A Pretty Dumb Solution (to the Problem our Solution Caused)
It is called character stuffing
It works just like the way you print special
characters in UNIX by putting yet another special character in front of them
Only problem It a terrible solution Half of your message ends
up being stuffed bytes
A Better Solution (Bit Stuffing)
Just add a zero anytime you see the flag pattern in the message
Believe it or not This is actually relatively easy to do and to recover
from doing
Reordering Frames This is not an easy
problem Hard to detect
Sequence numbers have to repeat sometime
Acknowledging every message waste bandwidth
Hard to recover from without wasting either
time (resending), or Space (save out of
sequence messages)
Collisions (and non-collision) There are some protocols that do not
allow collisions Bit Map Binary Countdown Token Ring and Token Bus
And some that go out of their way to avoid them Adaptive Tree Walk, etc.
But, most of the important ones being used today do
What causes a collision? Just because a device looks
to see if someone else is transmitting before sending does not mean its message
will get through the reason: it takes time for a
signal to travel down a wire The longer the wire, the
worse the problem gets which is why a broadcast LAN
can be only so long
Two Statistical Solutions to a Statistical Problem If you are using
a wireless medium with a great deal of distance between
stations there is basically nothing you can do to
avoid collision But if you are using a wire, you can
Carrier Sense (CSMA) by making sure the channel is free (idle) before sending
Collision Detect (CSMA/CD) by listening to what you send
Carrier Sense(without the two or three days of math)

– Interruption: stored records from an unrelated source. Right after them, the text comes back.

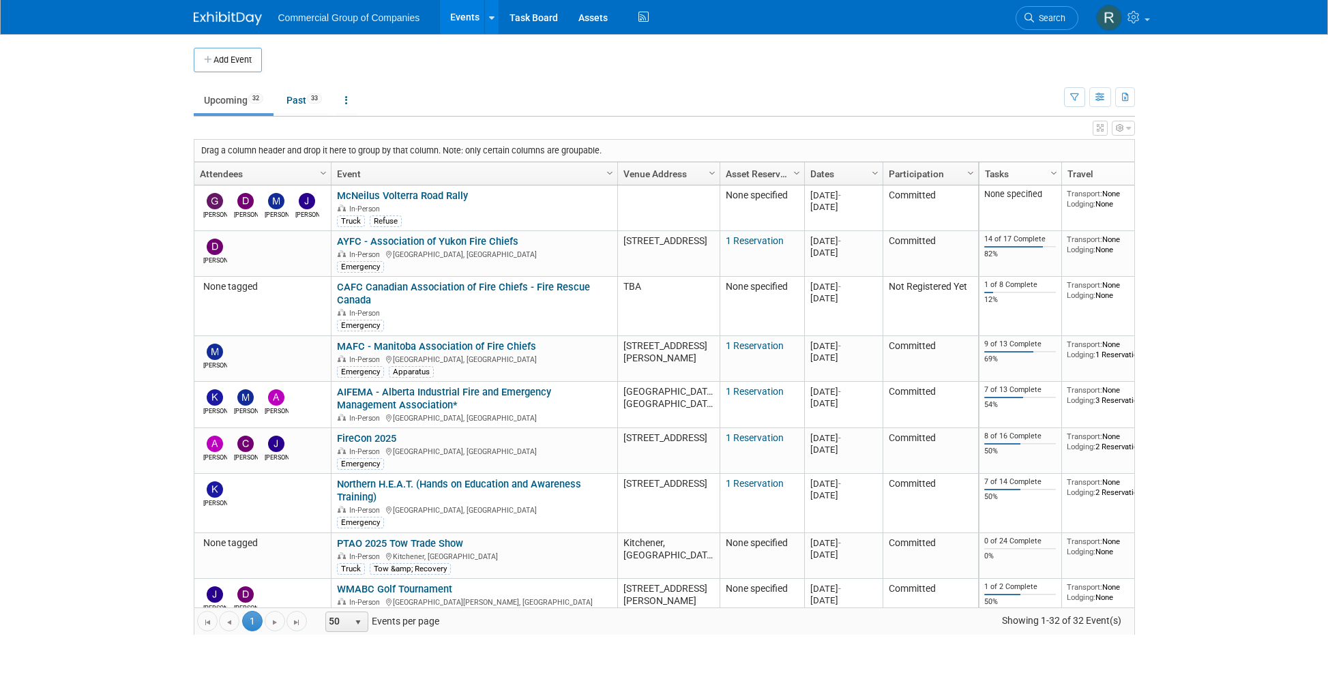  What do you see at coordinates (473, 174) in the screenshot?
I see `a: Event` at bounding box center [473, 174].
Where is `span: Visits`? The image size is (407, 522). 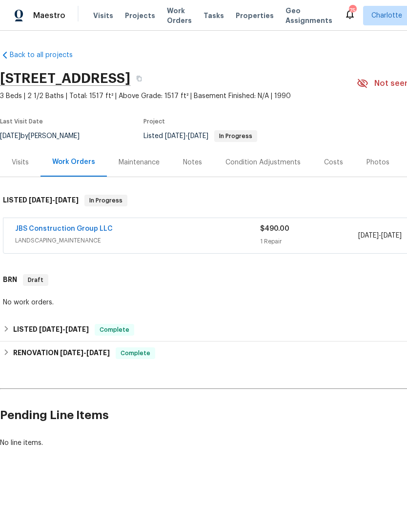
span: Visits is located at coordinates (103, 16).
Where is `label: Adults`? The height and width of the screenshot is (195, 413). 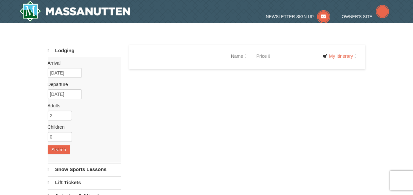
label: Adults is located at coordinates (82, 106).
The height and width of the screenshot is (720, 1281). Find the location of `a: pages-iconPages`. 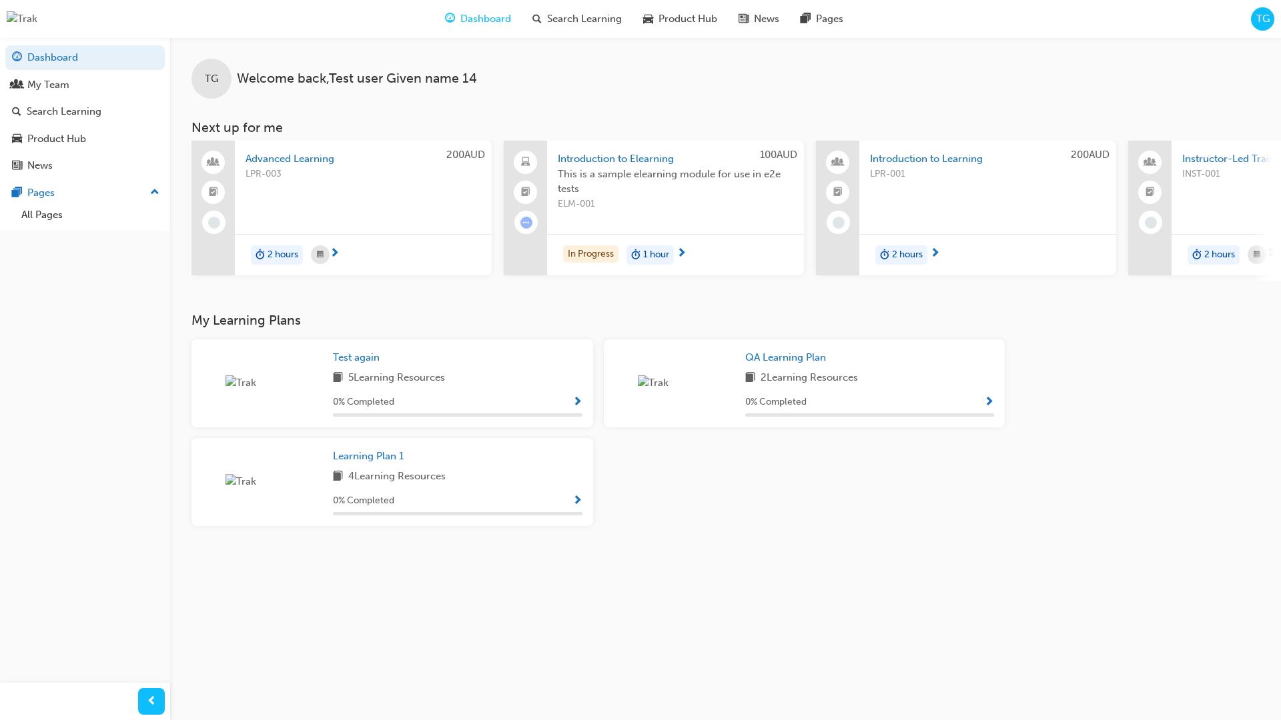

a: pages-iconPages is located at coordinates (822, 19).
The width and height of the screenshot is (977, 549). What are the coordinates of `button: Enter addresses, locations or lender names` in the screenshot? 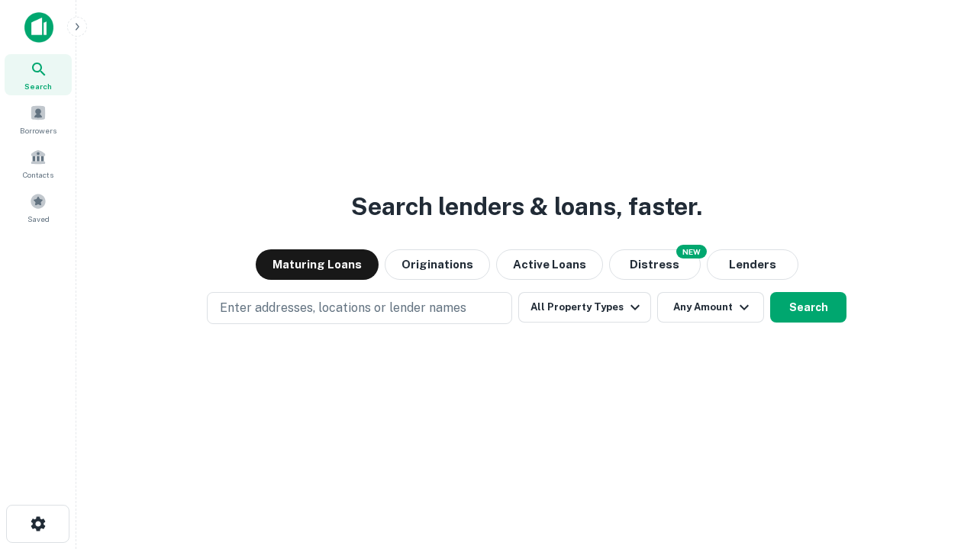 It's located at (359, 308).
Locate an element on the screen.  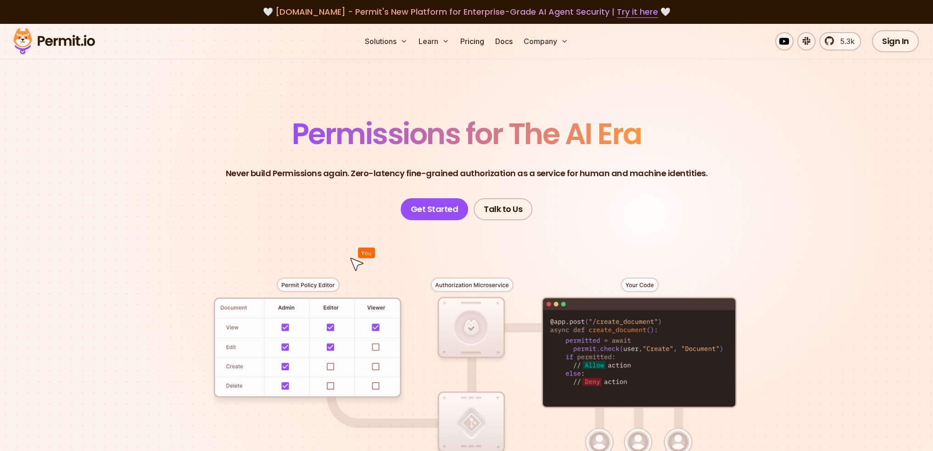
span: 5.3k is located at coordinates (844, 41).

p-persistent means you wait for the channel to become idle and when it does you have a probability of p of choosing to seize it
nonpersistent means if the channel is idle you send, but if it is not idle you go away for some random time before trying again
Collision Detection
Good News The concept is absurdly simply
If what I am hearing is not what I am sending, there must have been a collision
Bad News This is an analog comparison which requires special (but fairly
simple) hardware Even if I am an using a full-duplex line (like with a hub), I
cannot send and receive at the same time
Some Ethernet Details The Data Link layer is where the Ethernet
MAC address (EA) lives the 48 bit number that come with your NIC
Example: EA = 00:50:04:A4:5F:84 There is one special EA called a broadcast
address EA = FF:FF:FF:FF:FF:FF
The Ethernet header looks like
DIX
802.3
The Network Layer Routers live here
The things that drive the WAN ARP and DHCP lives here
APR is the thing that allows you to figure out the EA of the computer assign an IP address
like 138.237.123.12 so you can send it a message DHCP is the thing that allows you to
provide network information from a server And, most of data rate control lives here
Stuff that try to keep the network from getting overloaded
Routing(without the graph theory)
Routers are basically IP switches they map output paths to a range of IP addresses
But unlike LAN devices, routers live in a world where not only do theyhave to figure out how to get a packet from
point A to B you have to worry about the effects of picking one path
over another
Routing Algorithms
You need a routing algorithm, unless you want to Set up the network by hand (hardcode all the paths) Never deal with dynamic equipment changes
Network routing R&D is not going anywhere There is always a need for better and better specialized
routing algorithms (many papers a year) Complexity is a routing algorithm’s middle name
But, almost all algorithms are some combination of
Bellman-Ford’s distance vector (1957) Link state (1979)
Routing Issues
When and how do you update the network topology? How large a view of the whole network does each router
need? Should a route be
Connection-oriented (all of the packets following the same route) Connectionless (each packet is free to get there the best way it
can) How do you router the same packet to multiple places? What if the devices being routed to are free to move?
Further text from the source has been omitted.